Tuesday, December 26, 2017

Film Review: Netflix's Bright

Director: David Ayer
Writer: Max Landis
Starring: Will Smith, Joel Edgerton

Back when the script for Bright was circling studios to produce and distribute the film, Netflix outbid everyone and quickly attached Will Smith to headline the flick.  It was obvious by the $90 million price tag on the film, it was meant to be a stepping stone for Netflix's film division, the only part about the streaming giant that hasn't taken off.  They've produced a few mainstream movies, from Beasts of No Nation to this year's War Machine with Brad Pitt, but nothing with a budget as big as Bright.  When they elected to bring in David Ayer as director (and script re-writer) it signalled that Bright would more than likely be a dreadful affair.  Sure enough, the one trick pony who couldn't execute the stolen episode of Arrow he used for a shooting script in Suicide Squad once again takes a could be original film and turns it into a slipped disc of fractured filmmaking.  The end result is a very underwhelming, utterly predictable and overall boring film with an eventual boring sequel already green-lit.

When I first heard of Bright, it was somewhere after I had watched Suicide Squad, entirely against my better judgement and hearing the news that Will Smith was coming to Netflix enthralled me.  Then I got the grave news that the film would be manned by David Ayer and that he would rewrite Max Landis' script.  Well, Neither Ayer or Landis are on a hot streak lately.  Landis most recent film credit was writing Victor Frankenstein, one of the worst films of last year.  Ayer, who I believe peaked with his writing credit for Training Day, has failed to make three other films that aren't just some rehashed, scene jumbled play on that same Training Day script.   Ayer showed his complete inability to manage a big budget or create an original script in Suicide Squad.  Putting them together with Will Smith, who hasn't exactly been going hard at the acting game lately, just seemed too problematic for Bright to work.  Still, I watched it opening day like everyone else.

What I found was a lazy use of fantasy elements, which was the focus of the trailer all along.  It was obvious that Ayer had rewritten the script, since every scene from Training Day was in the film, with the exception of the scene where Ethan Hawke smokes crack.  Over and over, I kept cursing at the screen for having to see the same five scenes in every David Ayer corrupt cop drama, but this time it didn't even make sense.  When he used the fantasy elements, he only used them in little pop up mentions to service the lazy, gutted story that went nowhere.  Hell, there was a dragon in one scene so brief and unexplained, most people probably missed it.  It was this lack of depth in the conceptual stage of the film that suffers the most.  Besides the fact that Ayer is a mess behind the camera, lacks true cinematic vision and can't assemble an action shot with any rhythm, the real problem is his constant need to insert the same tropes in all his movies.  Everyone is racist and cops are corrupt is his main draws.  You saw this in Training Day, Deep Blue, Street Kings, and End of Watch.  This reason alone should be enough to keep Ayer's name off cop drama directors lists; but apparently Netflix had to learn the hard way.

Don't expect any character development or the story to be rightfully explained.  There is no real story, just the quick references of everything magical that is never fully displayed and otherwise serves somewhat the same as a skinny guy flexing at the gym; this movie has no muscle.  It is driven from A to B to C without common reasoning and leads to scenes where Will Smith says, "We need to change clothes, their looking for two cops" only to give up his police issued bulletproof vest for a hoodie, walk outside and then INSTANTLY be found by everyone who is chasing him anyway.  It is that lack of knowledge of their own script and scenes prior that insult people who waited months for a Will Smith Netflix movie.  With a handful of secondary characters who we never even know by name or real purpose and called in acting from the great Will Smith, I couldn't help but feel bad for poor Joel Edgerton, who spent hours and hours a day in makeup to be the ONLY person who showed up to act.

Where they go with the second film, we don't know, all we do know is Will Smith is on board and I personally hope David Ayer will get blackballed from filmmaking sometime next year.  Until then, plan on seeing bad versions of Training Day over and over again.  I wouldn't even value the cgi, which was only utilized in one scene really, a scene Ayer loved so much he spent more time going back to it then developing the main characters.  This is the kind of film that is too lazy to name it's Orc main character anything other than "Nick".  This is the kind of film that shouldn't be called a film, it should be called an overpriced piece of shit, because that's what David Ayer created.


Here are the records. Write out exactly the lines between the one holding "Image resolution: width=1257" and the one holding "The image size", inclusive.
━━━━━ GIVEN DATA
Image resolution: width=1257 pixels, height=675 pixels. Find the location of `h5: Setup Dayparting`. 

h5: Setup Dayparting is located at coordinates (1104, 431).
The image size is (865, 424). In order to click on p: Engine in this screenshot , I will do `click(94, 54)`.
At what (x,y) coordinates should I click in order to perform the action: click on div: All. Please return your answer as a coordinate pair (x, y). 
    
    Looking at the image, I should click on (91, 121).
━━━━━━━━━━
━━━━━ GIVEN DATA
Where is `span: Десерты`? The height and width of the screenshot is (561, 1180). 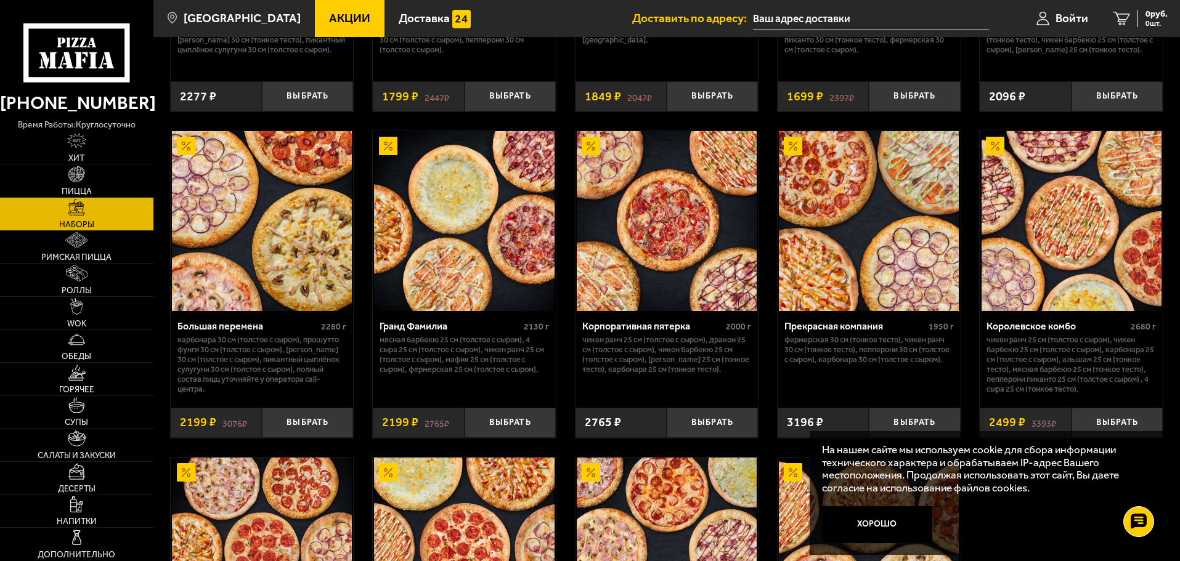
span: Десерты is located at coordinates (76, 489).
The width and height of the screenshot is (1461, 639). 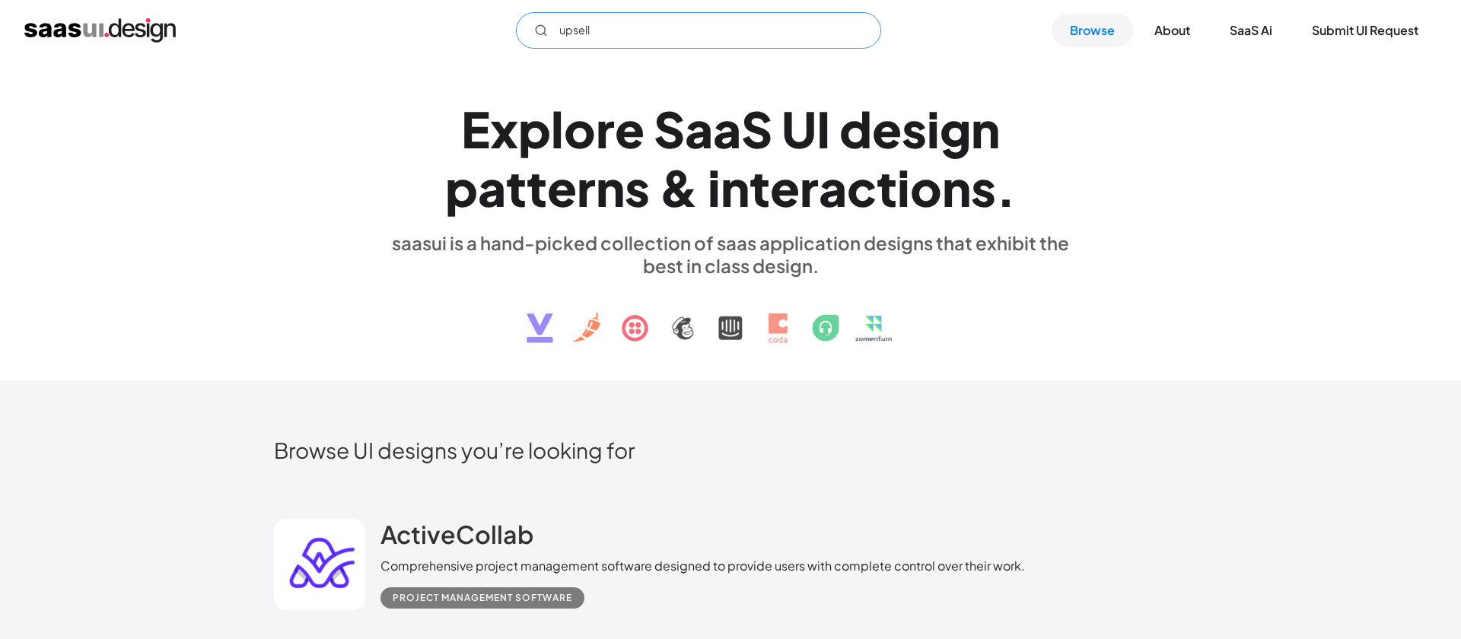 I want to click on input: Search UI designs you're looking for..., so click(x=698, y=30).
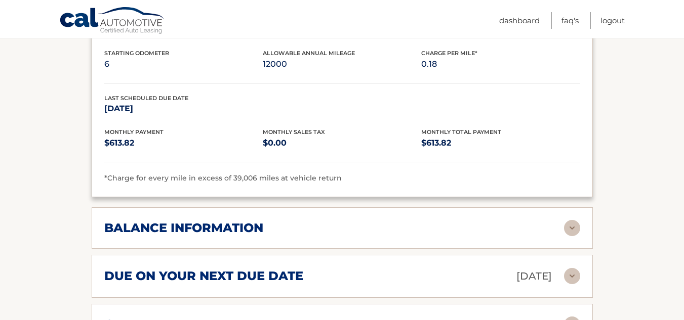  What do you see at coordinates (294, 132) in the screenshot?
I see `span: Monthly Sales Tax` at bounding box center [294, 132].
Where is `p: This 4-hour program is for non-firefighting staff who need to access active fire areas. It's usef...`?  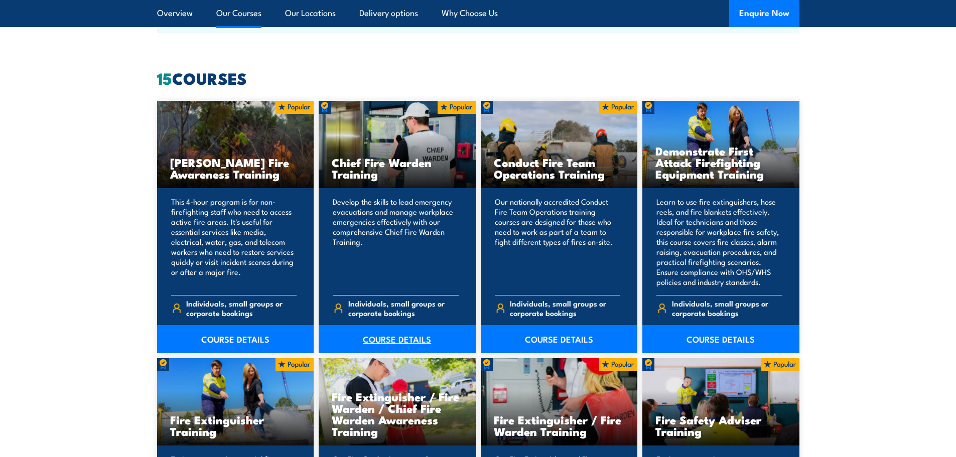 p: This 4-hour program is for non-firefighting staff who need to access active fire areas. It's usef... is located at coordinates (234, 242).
━━━━━━━━━━
FINAL ANSWER:
Image resolution: width=1257 pixels, height=675 pixels. Find the location of `h5: Setup Dayparting`. 

h5: Setup Dayparting is located at coordinates (1104, 431).
The image size is (865, 424). In order to click on p: Engine in this screenshot , I will do `click(94, 54)`.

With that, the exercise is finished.